By Christine Hsu
Controversial flu researchers have argued that their airborne H5N1 virus creation, able to spread in easily among mammals, would assist in the speedier creation of flu vaccines should a strain like the one created in the laboratory emerge in the future. However most experts that say that the government censored research is unlikely to speed up the vaccine response in a pandemic, Nature reported on Wednesday.
Workers including Japan Ground Self-Defence Force soldiers wearing protective suits cull chickens at a poultry farm where the bird flu virus had been found in Miyazaki, southern Japan February 2, 2011. There have been a total of six confirmed cases of the highly virulent strain of the H5N1 virus in Japan with culled chickens totalling about 750,000, still some 0.1 pct of Japan’s total chicken output for meat use as of 2009. (Miyazaki prefectural government office/Handout)
Jeremy Farrar, director of the Oxford University Clinical Research Unit in Ho Chi Minh City, Vietnam, told Nature that such expectations “a red herring,” in other words misleading.
Many agree that the controversial flu research is important for understanding the flu virus, but not for vaccine purposes.
Farrar, like many other researchers said that the two studies, one led by Ron Fouchier at the Erasmus Medical Center and the other by Yoshihiro Kawaoka at the University of Wisconsin-Madison, said that although the flu studies could benefit flu surveillance in the long term, the current surveillance systems are nowhere close to being able to detect genetic changes in naturally circulating viruses similar to the lab strains which could provide an early warning of a pandemic and enable authorities to act quickly to contain the virus.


**Work task**
How many lines in the records below contain the word "Pesticide"? Reply with that number only.

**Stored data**
▼

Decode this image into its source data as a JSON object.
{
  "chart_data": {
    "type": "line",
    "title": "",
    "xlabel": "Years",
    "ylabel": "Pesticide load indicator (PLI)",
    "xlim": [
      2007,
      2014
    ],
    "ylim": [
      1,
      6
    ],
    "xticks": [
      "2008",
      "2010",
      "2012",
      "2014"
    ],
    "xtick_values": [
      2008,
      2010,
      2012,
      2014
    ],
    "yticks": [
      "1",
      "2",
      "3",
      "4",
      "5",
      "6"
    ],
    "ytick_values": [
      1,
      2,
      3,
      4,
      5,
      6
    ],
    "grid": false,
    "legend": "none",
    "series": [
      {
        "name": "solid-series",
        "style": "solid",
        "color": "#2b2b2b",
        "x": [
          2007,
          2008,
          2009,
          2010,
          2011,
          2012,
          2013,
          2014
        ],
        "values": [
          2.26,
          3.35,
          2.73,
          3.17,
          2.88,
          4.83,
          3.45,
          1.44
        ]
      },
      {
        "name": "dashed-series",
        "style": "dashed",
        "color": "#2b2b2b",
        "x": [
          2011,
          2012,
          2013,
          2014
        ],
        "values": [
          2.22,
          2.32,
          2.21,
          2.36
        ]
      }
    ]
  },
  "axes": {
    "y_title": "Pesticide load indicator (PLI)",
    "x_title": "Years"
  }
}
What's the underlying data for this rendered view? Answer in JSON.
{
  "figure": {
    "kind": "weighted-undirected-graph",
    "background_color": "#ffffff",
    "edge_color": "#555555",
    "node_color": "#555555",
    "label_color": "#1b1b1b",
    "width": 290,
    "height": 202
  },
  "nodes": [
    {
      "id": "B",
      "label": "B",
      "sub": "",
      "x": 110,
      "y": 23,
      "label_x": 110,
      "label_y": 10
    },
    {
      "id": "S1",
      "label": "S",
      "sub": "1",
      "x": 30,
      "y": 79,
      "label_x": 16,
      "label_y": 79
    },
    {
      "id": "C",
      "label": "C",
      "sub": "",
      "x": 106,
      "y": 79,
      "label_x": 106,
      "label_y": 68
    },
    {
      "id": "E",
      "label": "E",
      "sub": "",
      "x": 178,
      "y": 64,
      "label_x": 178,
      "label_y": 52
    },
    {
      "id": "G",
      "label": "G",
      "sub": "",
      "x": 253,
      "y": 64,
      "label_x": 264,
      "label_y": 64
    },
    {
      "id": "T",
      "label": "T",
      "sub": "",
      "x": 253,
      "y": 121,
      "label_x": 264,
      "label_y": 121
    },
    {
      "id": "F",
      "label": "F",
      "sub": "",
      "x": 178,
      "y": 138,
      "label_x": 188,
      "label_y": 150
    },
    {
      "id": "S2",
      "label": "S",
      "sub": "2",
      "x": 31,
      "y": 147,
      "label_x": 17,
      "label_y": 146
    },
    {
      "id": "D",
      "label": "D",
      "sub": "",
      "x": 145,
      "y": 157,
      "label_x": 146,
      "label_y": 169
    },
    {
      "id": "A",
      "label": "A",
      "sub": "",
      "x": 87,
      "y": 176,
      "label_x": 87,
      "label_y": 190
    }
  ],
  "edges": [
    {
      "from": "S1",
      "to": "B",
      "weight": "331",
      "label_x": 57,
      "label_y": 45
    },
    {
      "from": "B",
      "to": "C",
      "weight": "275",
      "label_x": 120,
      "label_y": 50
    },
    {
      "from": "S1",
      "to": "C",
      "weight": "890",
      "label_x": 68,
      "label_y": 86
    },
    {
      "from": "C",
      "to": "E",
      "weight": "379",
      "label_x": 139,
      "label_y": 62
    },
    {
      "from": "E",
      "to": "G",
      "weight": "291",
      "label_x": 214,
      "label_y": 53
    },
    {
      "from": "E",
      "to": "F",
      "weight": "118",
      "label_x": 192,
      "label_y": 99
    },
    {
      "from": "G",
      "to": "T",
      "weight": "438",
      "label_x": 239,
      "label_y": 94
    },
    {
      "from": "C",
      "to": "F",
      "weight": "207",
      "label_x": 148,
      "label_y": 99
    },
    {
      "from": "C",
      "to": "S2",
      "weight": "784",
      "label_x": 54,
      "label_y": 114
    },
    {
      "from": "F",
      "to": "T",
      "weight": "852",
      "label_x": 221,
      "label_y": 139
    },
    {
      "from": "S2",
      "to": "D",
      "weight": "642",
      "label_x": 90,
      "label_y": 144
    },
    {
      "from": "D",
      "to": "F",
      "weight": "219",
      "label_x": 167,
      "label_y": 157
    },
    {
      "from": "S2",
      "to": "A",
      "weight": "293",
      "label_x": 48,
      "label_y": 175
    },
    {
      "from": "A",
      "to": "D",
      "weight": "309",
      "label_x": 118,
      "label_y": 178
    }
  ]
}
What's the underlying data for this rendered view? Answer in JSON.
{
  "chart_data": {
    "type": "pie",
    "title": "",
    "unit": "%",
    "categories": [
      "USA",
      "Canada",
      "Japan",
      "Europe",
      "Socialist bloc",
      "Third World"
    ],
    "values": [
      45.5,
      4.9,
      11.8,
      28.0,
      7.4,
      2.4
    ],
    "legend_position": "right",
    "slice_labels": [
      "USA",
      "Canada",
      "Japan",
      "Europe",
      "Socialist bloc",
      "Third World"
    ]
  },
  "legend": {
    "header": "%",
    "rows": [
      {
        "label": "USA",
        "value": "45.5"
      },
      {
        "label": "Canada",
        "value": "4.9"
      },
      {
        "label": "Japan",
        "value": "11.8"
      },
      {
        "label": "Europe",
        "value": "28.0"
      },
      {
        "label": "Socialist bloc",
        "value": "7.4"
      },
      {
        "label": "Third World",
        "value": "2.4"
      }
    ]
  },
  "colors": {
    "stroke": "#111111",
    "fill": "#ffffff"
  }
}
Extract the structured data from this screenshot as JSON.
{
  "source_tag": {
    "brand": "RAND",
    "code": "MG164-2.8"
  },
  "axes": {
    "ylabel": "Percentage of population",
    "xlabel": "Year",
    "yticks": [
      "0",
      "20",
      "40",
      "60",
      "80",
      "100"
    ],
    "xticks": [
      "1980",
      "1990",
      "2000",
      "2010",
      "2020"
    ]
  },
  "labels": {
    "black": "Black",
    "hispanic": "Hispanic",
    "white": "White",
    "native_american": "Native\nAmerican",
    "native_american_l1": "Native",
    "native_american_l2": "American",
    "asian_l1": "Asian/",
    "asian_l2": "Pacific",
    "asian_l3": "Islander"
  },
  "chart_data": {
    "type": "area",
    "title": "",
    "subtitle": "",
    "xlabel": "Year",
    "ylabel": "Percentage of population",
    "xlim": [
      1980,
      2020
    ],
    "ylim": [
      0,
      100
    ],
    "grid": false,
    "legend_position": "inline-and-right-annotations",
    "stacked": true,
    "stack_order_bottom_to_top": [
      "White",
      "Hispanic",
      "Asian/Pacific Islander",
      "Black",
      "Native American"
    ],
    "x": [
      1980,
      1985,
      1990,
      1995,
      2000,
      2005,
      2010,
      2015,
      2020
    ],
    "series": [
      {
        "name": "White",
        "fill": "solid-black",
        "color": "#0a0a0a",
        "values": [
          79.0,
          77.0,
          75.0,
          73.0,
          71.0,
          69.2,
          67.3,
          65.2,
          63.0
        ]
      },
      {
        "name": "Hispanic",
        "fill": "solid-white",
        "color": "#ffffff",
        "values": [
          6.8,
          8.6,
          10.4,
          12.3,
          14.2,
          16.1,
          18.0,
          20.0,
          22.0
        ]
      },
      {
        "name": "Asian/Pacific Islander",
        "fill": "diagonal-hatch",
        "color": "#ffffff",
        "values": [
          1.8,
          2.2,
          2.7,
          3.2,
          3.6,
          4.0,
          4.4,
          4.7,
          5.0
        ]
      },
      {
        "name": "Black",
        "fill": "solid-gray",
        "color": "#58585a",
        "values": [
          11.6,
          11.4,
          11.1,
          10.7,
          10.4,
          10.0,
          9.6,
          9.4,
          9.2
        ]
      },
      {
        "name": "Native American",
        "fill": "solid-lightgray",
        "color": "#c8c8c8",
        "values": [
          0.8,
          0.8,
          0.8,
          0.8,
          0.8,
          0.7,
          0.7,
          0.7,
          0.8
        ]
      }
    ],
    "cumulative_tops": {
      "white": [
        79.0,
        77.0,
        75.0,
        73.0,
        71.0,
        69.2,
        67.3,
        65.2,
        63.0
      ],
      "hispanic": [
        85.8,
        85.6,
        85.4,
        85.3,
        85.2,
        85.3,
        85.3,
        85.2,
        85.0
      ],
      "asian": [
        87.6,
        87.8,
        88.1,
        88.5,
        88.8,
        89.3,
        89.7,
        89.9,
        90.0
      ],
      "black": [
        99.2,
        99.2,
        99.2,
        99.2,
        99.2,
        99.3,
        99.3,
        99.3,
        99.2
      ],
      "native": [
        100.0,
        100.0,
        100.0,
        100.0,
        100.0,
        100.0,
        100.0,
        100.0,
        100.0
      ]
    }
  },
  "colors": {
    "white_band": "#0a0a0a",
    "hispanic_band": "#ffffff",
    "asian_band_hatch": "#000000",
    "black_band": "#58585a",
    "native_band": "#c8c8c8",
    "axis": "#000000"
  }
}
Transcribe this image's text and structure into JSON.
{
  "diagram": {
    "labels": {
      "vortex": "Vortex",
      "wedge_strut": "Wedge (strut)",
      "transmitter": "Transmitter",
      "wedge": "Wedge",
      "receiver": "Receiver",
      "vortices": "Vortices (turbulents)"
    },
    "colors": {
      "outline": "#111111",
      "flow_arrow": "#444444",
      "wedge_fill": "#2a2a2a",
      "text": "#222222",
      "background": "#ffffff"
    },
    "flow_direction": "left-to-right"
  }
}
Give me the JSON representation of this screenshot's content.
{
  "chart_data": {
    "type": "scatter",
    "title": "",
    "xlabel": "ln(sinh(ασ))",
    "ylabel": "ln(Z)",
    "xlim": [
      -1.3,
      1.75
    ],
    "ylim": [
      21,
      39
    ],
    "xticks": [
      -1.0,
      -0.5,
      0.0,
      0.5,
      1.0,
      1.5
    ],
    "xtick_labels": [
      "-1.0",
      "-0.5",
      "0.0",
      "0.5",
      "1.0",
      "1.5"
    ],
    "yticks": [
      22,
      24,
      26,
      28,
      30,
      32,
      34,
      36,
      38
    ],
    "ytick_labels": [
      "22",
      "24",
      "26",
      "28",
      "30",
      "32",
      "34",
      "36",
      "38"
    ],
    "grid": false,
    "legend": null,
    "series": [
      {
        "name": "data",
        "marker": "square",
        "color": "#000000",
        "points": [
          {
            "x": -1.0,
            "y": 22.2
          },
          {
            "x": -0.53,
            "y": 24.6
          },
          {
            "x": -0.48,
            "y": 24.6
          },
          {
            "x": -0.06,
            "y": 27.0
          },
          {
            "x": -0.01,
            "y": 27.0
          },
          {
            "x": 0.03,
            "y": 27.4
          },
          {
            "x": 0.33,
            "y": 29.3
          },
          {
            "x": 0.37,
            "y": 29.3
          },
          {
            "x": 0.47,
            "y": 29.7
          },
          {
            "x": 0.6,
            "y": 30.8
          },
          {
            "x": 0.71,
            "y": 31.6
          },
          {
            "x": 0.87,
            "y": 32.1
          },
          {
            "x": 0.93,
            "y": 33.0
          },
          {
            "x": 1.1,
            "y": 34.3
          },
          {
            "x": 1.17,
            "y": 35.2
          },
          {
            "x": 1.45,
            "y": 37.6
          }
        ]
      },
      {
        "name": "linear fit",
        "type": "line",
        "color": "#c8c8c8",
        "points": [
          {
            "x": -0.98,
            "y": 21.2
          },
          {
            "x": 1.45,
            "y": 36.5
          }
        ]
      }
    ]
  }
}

▲

**Response to the exercise**
2